I say experimentally because I did not check the code of librewolf. Who knows if it does "smart detection" and makes unanticipated decisions for me.
You need to run xdg update after.
sudo update-desktop-database /usr/share/applications # or the directory you use
Nsproxy only 'sandboxes' a process tree, which means an app can not be dirty
- No calling external processes through IPC
- No communicating with systemd services
- No 'one process only app' which detects existing instances, and easily leak your traffic unintended.
- As little dependencies as possible because dependencies can go dirty.
Browsers can be handled as guided above.
qBitorrent is a one-process-only app (by default). You can use transmission for your nsproxy-ed needs, while running qBittorrent for unproxied downloads, as a example solution.
As a rule of thumb, if you nsproxy enter into a shell, the process immediately exits the terminal, it's usually a dirty program that esacpes net-ns.
Nsproxy can be a very handy to when it comes to montioring traffic for select programs.
As of the writing there are no other better ways of showing PIDs in wireshark and filtering with it.
You can easily create a new netns, launch apps within, and start wireshark in the very same netns.
sproxy new -t geph.json # this creates a new netns. create it in any way you want.
...
INFO nsproxy::data: Clear NS NodeIndex(8)
INFO nsproxy::systemd: trying to remove file "/etc/systemd/system/probe8.service"
WARN nsproxy::systemd: File "/etc/systemd/system/probe8.service" not found
INFO nsproxy::data: NS object Selfproc NodeIndex(1) exists
INFO nsproxy::data: Updated NS node
INFO nsproxy: Src/Probe NodeIndex(8)
....
sproxy enter 8 -u 0 wireshark
sproxy enter 8 transmission-qt
- V2 fixed major performance issues with virtual dns implementation
nsproxy info
should print a summary of all living nodes.
- Proxychains uses LD_PRELOAD, which in some cases fails to capture the traffic.

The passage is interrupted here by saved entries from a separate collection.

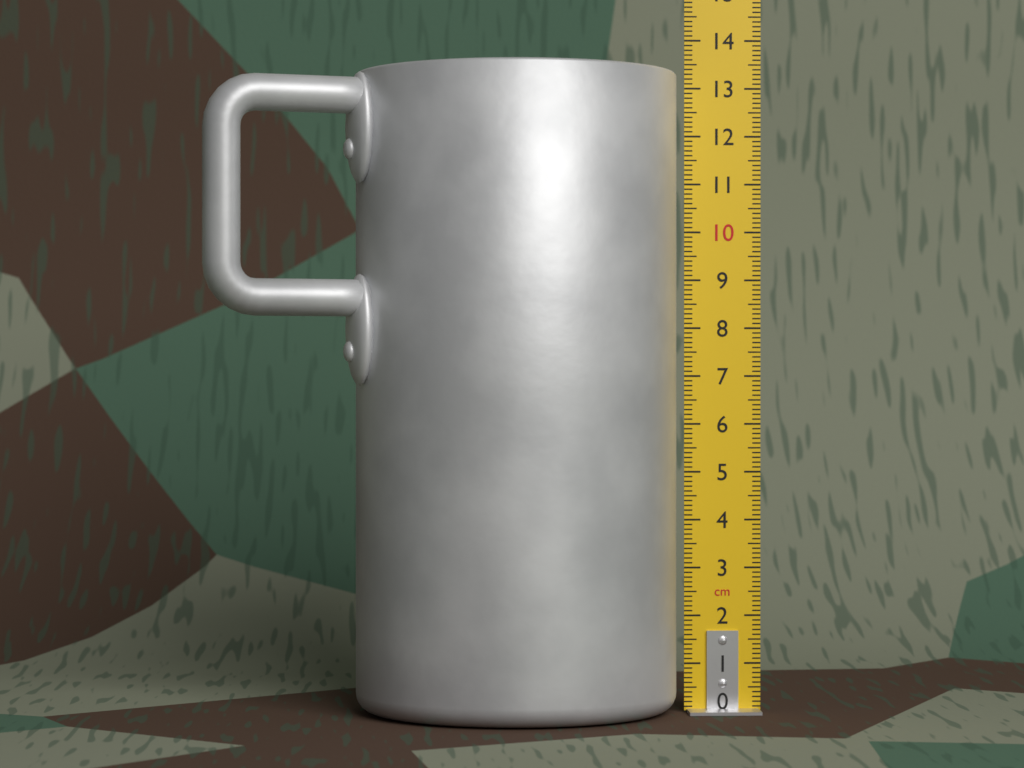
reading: 13.3 cm
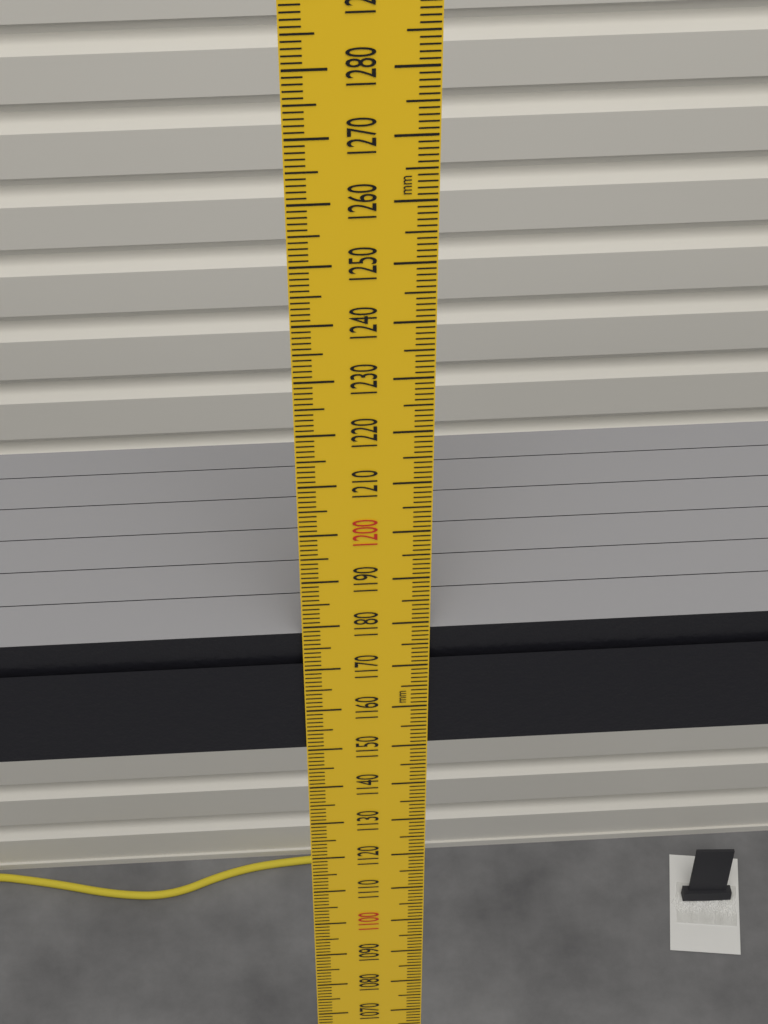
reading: 1178 mm
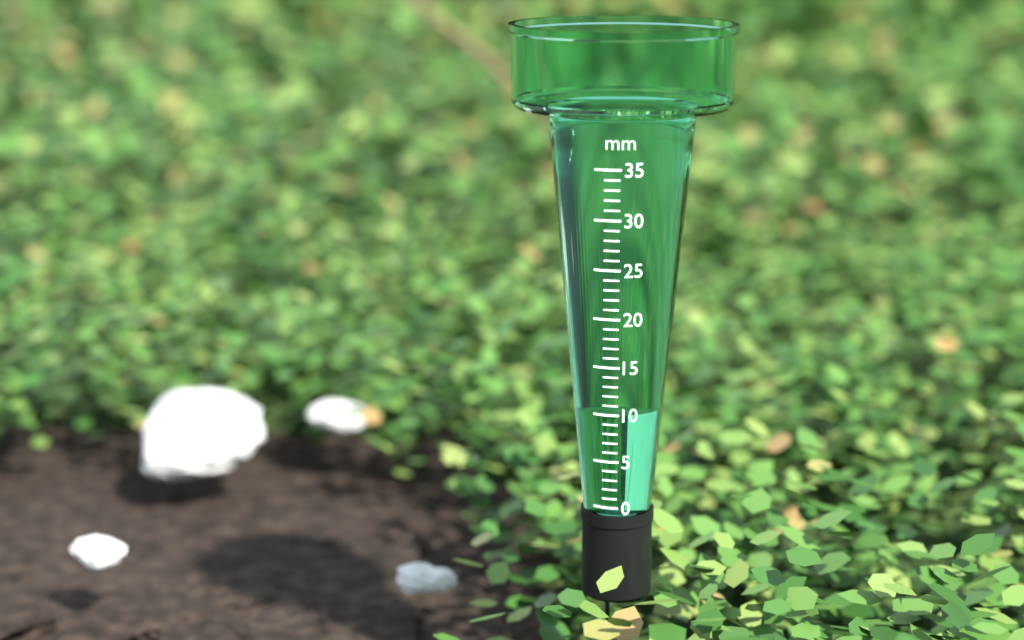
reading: 10 mm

- Uncontainerized usage of socks5, such as having a browser that connects to
localhost:a_certain_socks5_port
gives the browser too much privilege, which results in risk.
The WebRTC leak is a notorious case that got some political dissents arrested, because WebRTC somehow didn't go through the Firefox socsk5 proxy as configured.
Secondly, based on my past usage, it's really hard to configure everything right, when it has a dozen of fields about proxy littered everywhere. I sometimes ended up having Firefox leak DNS requests, unproxied.
- Why not just use Docker?
A: I already wrote this and it's based on the same primitives Docker uses.